Republicans Ready
to Slime Fitzgerald
By Joe Conason
http://www.observer.com/opinions_conason.aspCircled in a bristling perimeter around the White House, the friends and allies of Mr. Rove can soon be expected to fire their rhetorical mortars at Patrick Fitzgerald, the special prosecutor investigating the White House exposure of C.I.A. operative Valerie Wilson. Indeed, the preparations for that assault began months ago in the editorial columns of The Wall Street Journal, which has tarred Mr. Fitzgerald as a “loose cannon” and an “unguided missile.”
Evidently Senator Pat Roberts, the Kansas Republican who chairs the Senate Intelligence Committee, will lead the next foray against the special prosecutor. This week the Senator’s press office announced his plan to hold hearings on the Fitzgerald probe. That means interfering with an “ongoing investigation,” as the White House press secretary might say, but such considerations won’t deter the highly partisan Kansan.
Of course, it was Mr. Rove’s aggressively partisan style that first sparked the scandal now threatening to ruin him, back when he and other Bush administration officials “outed” Ms. Wilson in an attempt to discredit her dissenting husband during the summer of 2003. Had they not decided to leak classified information for partisan purposes, there would be no grand jury pondering indictments today.
Such ironies won’t discourage the Rove Republicans from pursuing the scorched-earth strategy that has served them so well, however. Nor will those politicians and pundits pause to consider how odd their complaints about an overreaching special prosecutor will sound, emanating from once-fervent supporters of former independent counsel Kenneth Starr and his Whitewater legal jihad.
From their perspective, it’s all part of the same cynical game. If Mr. Starr was subject to sharp criticism, then Mr. Fitzgerald should be a legitimate target, too. They won’t remember how they once decried Mr. Starr’s critics for “obstructing justice.”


■ Task instructions ■
Starting with the line that contains "Box footwear.", copy every remaining line of the data below exactly, the last one included.

■ Information supplied ■
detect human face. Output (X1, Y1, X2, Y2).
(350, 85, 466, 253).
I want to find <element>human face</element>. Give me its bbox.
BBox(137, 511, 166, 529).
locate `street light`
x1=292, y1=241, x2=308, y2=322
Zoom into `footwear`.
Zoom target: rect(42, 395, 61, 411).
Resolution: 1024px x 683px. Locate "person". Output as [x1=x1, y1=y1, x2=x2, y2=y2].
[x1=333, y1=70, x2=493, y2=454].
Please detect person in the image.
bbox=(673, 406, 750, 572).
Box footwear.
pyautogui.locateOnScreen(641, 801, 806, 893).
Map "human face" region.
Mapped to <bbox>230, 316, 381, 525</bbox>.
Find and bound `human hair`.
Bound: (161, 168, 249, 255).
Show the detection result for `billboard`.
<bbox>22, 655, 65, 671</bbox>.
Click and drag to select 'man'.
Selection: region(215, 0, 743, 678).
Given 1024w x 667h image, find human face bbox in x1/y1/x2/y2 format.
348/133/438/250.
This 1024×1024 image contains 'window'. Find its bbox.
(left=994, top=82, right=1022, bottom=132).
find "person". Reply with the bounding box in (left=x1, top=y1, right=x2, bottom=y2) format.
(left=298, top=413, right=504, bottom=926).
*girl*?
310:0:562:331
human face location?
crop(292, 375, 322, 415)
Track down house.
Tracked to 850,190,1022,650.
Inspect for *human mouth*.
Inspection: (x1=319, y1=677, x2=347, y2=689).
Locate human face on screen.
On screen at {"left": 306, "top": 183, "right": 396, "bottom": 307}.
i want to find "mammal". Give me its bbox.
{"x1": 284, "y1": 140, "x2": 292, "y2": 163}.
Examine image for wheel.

■ Completed exercise ■
Box footwear.
pyautogui.locateOnScreen(641, 801, 806, 893).
Map "human face" region.
Mapped to <bbox>230, 316, 381, 525</bbox>.
Find and bound `human hair`.
Bound: (161, 168, 249, 255).
Show the detection result for `billboard`.
<bbox>22, 655, 65, 671</bbox>.
Click and drag to select 'man'.
Selection: region(215, 0, 743, 678).
Given 1024w x 667h image, find human face bbox in x1/y1/x2/y2 format.
348/133/438/250.
This 1024×1024 image contains 'window'. Find its bbox.
(left=994, top=82, right=1022, bottom=132).
find "person". Reply with the bounding box in (left=x1, top=y1, right=x2, bottom=y2) format.
(left=298, top=413, right=504, bottom=926).
*girl*?
310:0:562:331
human face location?
crop(292, 375, 322, 415)
Track down house.
Tracked to 850,190,1022,650.
Inspect for *human mouth*.
Inspection: (x1=319, y1=677, x2=347, y2=689).
Locate human face on screen.
On screen at {"left": 306, "top": 183, "right": 396, "bottom": 307}.
i want to find "mammal". Give me its bbox.
{"x1": 284, "y1": 140, "x2": 292, "y2": 163}.
Examine image for wheel.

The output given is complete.